I also liked the acknowledgement that no copyright protection system is fool-proof, but if it can prevent day-one piracy in order to help developers and publishers recoup their expenses, then that’s a good thing. Developers and publishers with cash in their pockets can continue to make games.

Don’t get me wrong. Poorly-implemented DRM (a la Bioshock) can make life a living hell, but the only way for us to reduce it is to put pressure on people who won’t put any money into a game developer’s pocket at all.

Going old-school

I had an epiphany about gaming yesterday. I was stuck at work, being paid a lot to do very little (the holiday period is good like that), and after we had exhausted showing off our meagre guitar talents (yes, that bored), somebody suggested a little Quake 3 action over the LAN.

After a little scrambling to figure out the best way to do this with three Linux boxen and two Windows machines, we stumbled upon OpenArena, which is a great cross-platform implementation of Q3. We were soon partying like it was 2000 again.

Anyway, the realisation I came to as I railed somebody from one of my favourite camping spots for the 10th time was that I hadn’t had as much FPS fun in ages. Sure, graphics and story and other things might have improved, but I seriously have had less fun combined with all three Halos, Gears of War and Doom 3 than I have across Quake 1, Quake 3, and Half-Life (and mods), Unreal (and its earlier sequels).

By no means am I near the top of the bunch. I mean, sure I can run rings around a newbie, but I was never dedicated enough to garner some of those advanced skills that come so natural to some players so as to appear somewhat godlike. But it’s still a lot more fun. The gameplay is free-flowing, over-the-top and a lot more funny than the depressing realism, grittiness, and grey palettes that seem to be infesting the genre at the moment.

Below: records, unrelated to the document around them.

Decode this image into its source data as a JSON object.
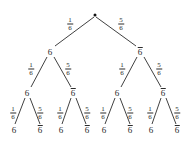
{
  "diagram": {
    "type": "probability-tree",
    "levels": 3,
    "background_color": "#ffffff",
    "line_color": "#2b2b2b",
    "text_color": "#2b2b2b",
    "branch_labels": {
      "left": "1/6",
      "right": "5/6"
    },
    "fraction": {
      "numerator_left": "1",
      "denominator_left": "6",
      "numerator_right": "5",
      "denominator_right": "6"
    },
    "node_labels": {
      "success": "6",
      "failure": "6"
    },
    "root": {
      "name": "root-node",
      "x": 95,
      "y": 15,
      "label": ""
    },
    "level1": [
      {
        "name": "node-6",
        "x": 50,
        "y": 52,
        "label": "6",
        "overbar": false
      },
      {
        "name": "node-not6",
        "x": 140,
        "y": 52,
        "label": "6",
        "overbar": true
      }
    ],
    "level2": [
      {
        "name": "node-6",
        "x": 27,
        "y": 93,
        "label": "6",
        "overbar": false
      },
      {
        "name": "node-not6",
        "x": 73,
        "y": 93,
        "label": "6",
        "overbar": true
      },
      {
        "name": "node-6",
        "x": 117,
        "y": 93,
        "label": "6",
        "overbar": false
      },
      {
        "name": "node-not6",
        "x": 163,
        "y": 93,
        "label": "6",
        "overbar": true
      }
    ],
    "level3": [
      {
        "name": "leaf-6",
        "x": 14,
        "y": 130,
        "label": "6",
        "overbar": false
      },
      {
        "name": "leaf-not6",
        "x": 40,
        "y": 130,
        "label": "6",
        "overbar": true
      },
      {
        "name": "leaf-6",
        "x": 61,
        "y": 130,
        "label": "6",
        "overbar": false
      },
      {
        "name": "leaf-not6",
        "x": 87,
        "y": 130,
        "label": "6",
        "overbar": true
      },
      {
        "name": "leaf-6",
        "x": 104,
        "y": 130,
        "label": "6",
        "overbar": false
      },
      {
        "name": "leaf-not6",
        "x": 130,
        "y": 130,
        "label": "6",
        "overbar": true
      },
      {
        "name": "leaf-6",
        "x": 151,
        "y": 130,
        "label": "6",
        "overbar": false
      },
      {
        "name": "leaf-not6",
        "x": 177,
        "y": 130,
        "label": "6",
        "overbar": true
      }
    ],
    "edge_labels": [
      {
        "name": "edge-label-root-left",
        "x": 70,
        "y": 24,
        "num": "1",
        "den": "6"
      },
      {
        "name": "edge-label-root-right",
        "x": 121,
        "y": 24,
        "num": "5",
        "den": "6"
      },
      {
        "name": "edge-label-l1a-left",
        "x": 31,
        "y": 69,
        "num": "1",
        "den": "6"
      },
      {
        "name": "edge-label-l1a-right",
        "x": 68,
        "y": 69,
        "num": "5",
        "den": "6"
      },
      {
        "name": "edge-label-l1b-left",
        "x": 122,
        "y": 69,
        "num": "1",
        "den": "6"
      },
      {
        "name": "edge-label-l1b-right",
        "x": 159,
        "y": 69,
        "num": "5",
        "den": "6"
      },
      {
        "name": "edge-label-l2a-left",
        "x": 13,
        "y": 113,
        "num": "1",
        "den": "6"
      },
      {
        "name": "edge-label-l2a-right",
        "x": 40,
        "y": 113,
        "num": "5",
        "den": "6"
      },
      {
        "name": "edge-label-l2b-left",
        "x": 60,
        "y": 113,
        "num": "1",
        "den": "6"
      },
      {
        "name": "edge-label-l2b-right",
        "x": 87,
        "y": 113,
        "num": "5",
        "den": "6"
      },
      {
        "name": "edge-label-l2c-left",
        "x": 103,
        "y": 113,
        "num": "1",
        "den": "6"
      },
      {
        "name": "edge-label-l2c-right",
        "x": 130,
        "y": 113,
        "num": "5",
        "den": "6"
      },
      {
        "name": "edge-label-l2d-left",
        "x": 150,
        "y": 113,
        "num": "1",
        "den": "6"
      },
      {
        "name": "edge-label-l2d-right",
        "x": 177,
        "y": 113,
        "num": "5",
        "den": "6"
      }
    ],
    "edges": [
      {
        "name": "edge-root-left",
        "x1": 94,
        "y1": 17,
        "x2": 55,
        "y2": 46
      },
      {
        "name": "edge-root-right",
        "x1": 96,
        "y1": 17,
        "x2": 136,
        "y2": 46
      },
      {
        "name": "edge-l1a-left",
        "x1": 47,
        "y1": 57,
        "x2": 31,
        "y2": 87
      },
      {
        "name": "edge-l1a-right",
        "x1": 54,
        "y1": 57,
        "x2": 71,
        "y2": 87
      },
      {
        "name": "edge-l1b-left",
        "x1": 137,
        "y1": 57,
        "x2": 121,
        "y2": 87
      },
      {
        "name": "edge-l1b-right",
        "x1": 144,
        "y1": 57,
        "x2": 161,
        "y2": 87
      },
      {
        "name": "edge-l2a-left",
        "x1": 25,
        "y1": 98,
        "x2": 15,
        "y2": 124
      },
      {
        "name": "edge-l2a-right",
        "x1": 30,
        "y1": 98,
        "x2": 40,
        "y2": 124
      },
      {
        "name": "edge-l2b-left",
        "x1": 71,
        "y1": 98,
        "x2": 62,
        "y2": 124
      },
      {
        "name": "edge-l2b-right",
        "x1": 76,
        "y1": 98,
        "x2": 86,
        "y2": 124
      },
      {
        "name": "edge-l2c-left",
        "x1": 115,
        "y1": 98,
        "x2": 105,
        "y2": 124
      },
      {
        "name": "edge-l2c-right",
        "x1": 120,
        "y1": 98,
        "x2": 130,
        "y2": 124
      },
      {
        "name": "edge-l2d-left",
        "x1": 161,
        "y1": 98,
        "x2": 152,
        "y2": 124
      },
      {
        "name": "edge-l2d-right",
        "x1": 166,
        "y1": 98,
        "x2": 176,
        "y2": 124
      }
    ]
  }
}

I might be accused of indulging in a little nostalgia, but I don’t think so. I played for a good 3 hours before being forced to take a call, and would have kept going. It’s not that I’m an old fogey refusing to play the latest and greatest. I’ve tried a few, and they’re just not as fun.

What about you guys – do you stay on the bleeding edge, or prefer to hang on to the old classics?

I might go see if I can find my old Starcraft CD.